Opinion

Brexit: Five EU development policies the UK should reconsider

Published on 10 April 2017

Samuel Sharp

MA Governance and Development student

The UK government triggered the long-awaited Article 50 on 29 March, initiating a two year process of Brexit negotiations. The following day, details of the ‘Great Repeal Bill’ were announced. The bill’s title is misleading: no EU laws are repealed (yet), just copy and pasted into UK law. Nonetheless by March 2019 the bill will end the supremacy of EU Law over UK. As discussed here there are many reasons to be pessimistic about this from a development viewpoint. However, the EU is not a development panacea.

Here are five policies the UK government would do well to rethink:

1. Preferential access to the UK market

An obvious place to start is access to UK trade. The newly created Department for International Trade (DIT) has the unenviable task of negotiating replacements for EU trade agreements. Currently the EU’s ‘Everything But Arms’ treaty allows quota and tariff-free access to EU markets for least developed countries. The UK should, at minimum, replicate this. More controversially, the EU is also negotiating free trade agreements with broader regional groups, which in return require the gradual opening of markets to the EU.

Independent from Europe, the UK could become a ‘trade for development’ model by expanding the EU’s non-reciprocal duty free access to more developing countries. Initially at least, this is preferable to reciprocal free trade agreements which come with liberalisation requirements. These requirements risk damaging emerging markets in developing countries by prematurely opening them up to competition. A nonreciprocal arrangement would also be relatively simple to implement; important when an understaffed DIT will be overworked negotiating deals with bigger trading partners.

2. More flexible rules of origin

The UK could further assist developing country exports by relaxing the EU’s rules of origin. These regulations determine whether goods whose production does not entirely occur in developing countries are applicable for preferential market access. Relaxing requirements on the origin of production inputs could help integrate developing countries into global value chains. Cutting the procedural red-tape would also be beneficial. There’s some evidence to suggest that previous EU efforts in this direction have been successful.

3. Reform of agricultural subsidies

The EU’s Common Agricultural Policy has long been controversial. Ian Mitchell at the Centre for Global Development describes it as ‘almost a complete waste of money, [that goes] to the wealthiest in society, and [is] also damaging to global development’. The UK alone spends £3.1 billion a year on agricultural subsidies. Major beneficiaries include estates owned party or wholly by the Queen. On a broader level, this in effect provides a subsidy to European farmers at the expense of those from developing countries.

Could the UK join Australian and New Zealand in scrapping agricultural subsidies? Currently subsidies are secured until 2020; after that, reform is possible. The UK has long advocated reform from within the EU. Unilateral action would be a developmentally-friendly use of its new found control.

4. Scientifically-justified restrictions on GMOs

The EU has long taken a risk-averse approach to regulating Genetically Modified Organisms (GMOs). Nation states are free to ban or restrict GMOs without recall to scientific evidence, and many do. This is despite GMOs being repeatedly found to be as safe as any other foods. Current regulations may unnecessarily hinder agricultural innovation in Africa, and a relaxation could help address issues of food scarcity. Developing countries may additionally struggle with the unwarranted regulations if they lack the capability to easily separate their GMO and non-GMO production.

5. Not incentivising biofuels at expense of global food security

EU policy has continued to allow the use of food-based biofuels to contribute to renewable energy targets. Well-intentioned maybe, but diverting crops from food to fuel markets may have had substantial implications for global food security. The demand for land from biofuel companies this generates has also led to the displacement of smallholder farmers, sometimes violently. The EU has resisted reform due to a substantial biofuel lobby, which Oxfam finds spends more on EU lobbying than tobacco companies. Britain should ensure that bioenergy is only incentivised if not to the detriment of food production.

It may be the case that the UK would have greater influence on these issues as a voice within the EU. However, an independent Britain that is ‘truly global’- as promised by Theresa May – would take action on these five policies.

Sam Sharp, MA Governance and Development Student and Research Assistant 2016/17

Disclaimer
The views expressed in this opinion piece are those of the author/s and do not necessarily reflect the views or policies of IDS.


Task description:
Each line that contains the word "this" is to be copied from the records below.
(The data Opens)
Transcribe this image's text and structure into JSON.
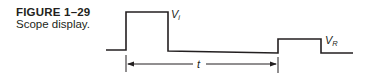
{
  "figure": {
    "label": "FIGURE 1–29",
    "caption": "Scope display."
  },
  "diagram": {
    "type": "oscilloscope-waveform",
    "stroke_color": "#231f20",
    "labels": {
      "incident_pulse": {
        "main": "V",
        "sub": "i"
      },
      "reflected_pulse": {
        "main": "V",
        "sub": "R"
      },
      "time_interval": "t"
    },
    "waveform_points": [
      [
        106,
        50
      ],
      [
        126,
        50
      ],
      [
        126,
        12
      ],
      [
        168,
        12
      ],
      [
        168,
        51
      ],
      [
        278,
        53
      ],
      [
        278,
        39
      ],
      [
        321,
        39
      ],
      [
        321,
        53
      ],
      [
        353,
        53
      ]
    ],
    "time_arrow": {
      "x_start": 126,
      "x_end": 278,
      "y": 64
    }
  }
}
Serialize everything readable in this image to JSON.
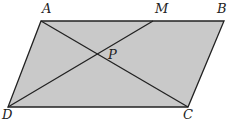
{
  "diagram": {
    "type": "parallelogram",
    "fill_color": "#c9c9c9",
    "stroke_color": "#222222",
    "vertices": {
      "A": {
        "label": "A",
        "x": 41,
        "y": 21
      },
      "B": {
        "label": "B",
        "x": 224,
        "y": 21
      },
      "C": {
        "label": "C",
        "x": 188,
        "y": 107
      },
      "D": {
        "label": "D",
        "x": 8,
        "y": 107
      },
      "M": {
        "label": "M",
        "x": 153,
        "y": 21
      },
      "P": {
        "label": "P",
        "x": 97,
        "y": 53
      }
    },
    "segments": [
      "AB",
      "BC",
      "CD",
      "DA",
      "AC",
      "DM"
    ]
  }
}
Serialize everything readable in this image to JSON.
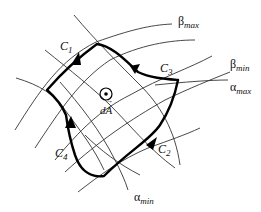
{
  "diagram": {
    "curves": [
      {
        "id": "C1",
        "label": "C",
        "sub": "1"
      },
      {
        "id": "C2",
        "label": "C",
        "sub": "2"
      },
      {
        "id": "C3",
        "label": "C",
        "sub": "3"
      },
      {
        "id": "C4",
        "label": "C",
        "sub": "4"
      }
    ],
    "coordinate_labels": {
      "beta_max": {
        "symbol": "β",
        "sub": "max"
      },
      "beta_min": {
        "symbol": "β",
        "sub": "min"
      },
      "alpha_max": {
        "symbol": "α",
        "sub": "max"
      },
      "alpha_min": {
        "symbol": "α",
        "sub": "min"
      }
    },
    "area_element": {
      "label": "dA",
      "vector_arrow": "→",
      "normal_symbol": "⊙"
    },
    "colors": {
      "lines": "#333333",
      "boundary": "#000000",
      "background": "#ffffff"
    }
  }
}
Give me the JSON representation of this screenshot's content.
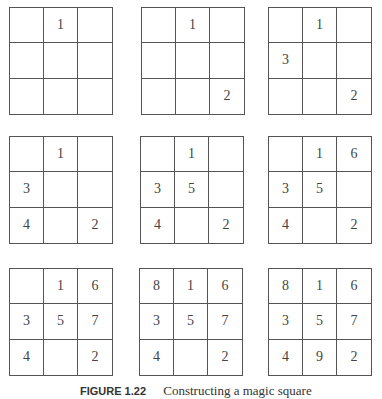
{
  "figure": {
    "grids": [
      {
        "cells": [
          "",
          "1",
          "",
          "",
          "",
          "",
          "",
          "",
          ""
        ]
      },
      {
        "cells": [
          "",
          "1",
          "",
          "",
          "",
          "",
          "",
          "",
          "2"
        ]
      },
      {
        "cells": [
          "",
          "1",
          "",
          "3",
          "",
          "",
          "",
          "",
          "2"
        ]
      },
      {
        "cells": [
          "",
          "1",
          "",
          "3",
          "",
          "",
          "4",
          "",
          "2"
        ]
      },
      {
        "cells": [
          "",
          "1",
          "",
          "3",
          "5",
          "",
          "4",
          "",
          "2"
        ]
      },
      {
        "cells": [
          "",
          "1",
          "6",
          "3",
          "5",
          "",
          "4",
          "",
          "2"
        ]
      },
      {
        "cells": [
          "",
          "1",
          "6",
          "3",
          "5",
          "7",
          "4",
          "",
          "2"
        ]
      },
      {
        "cells": [
          "8",
          "1",
          "6",
          "3",
          "5",
          "7",
          "4",
          "",
          "2"
        ]
      },
      {
        "cells": [
          "8",
          "1",
          "6",
          "3",
          "5",
          "7",
          "4",
          "9",
          "2"
        ]
      }
    ],
    "caption_label": "FIGURE 1.22",
    "caption_text": "Constructing a magic square"
  }
}
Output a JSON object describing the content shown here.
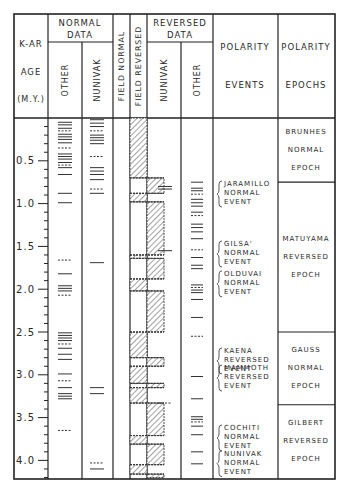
(The data Closes)
Expected answer:
Transcribe this image's text and structure into JSON.
Serialize everything readable in this image to JSON.
Serialize everything readable in this image to JSON.
Give me the JSON representation of this screenshot's content.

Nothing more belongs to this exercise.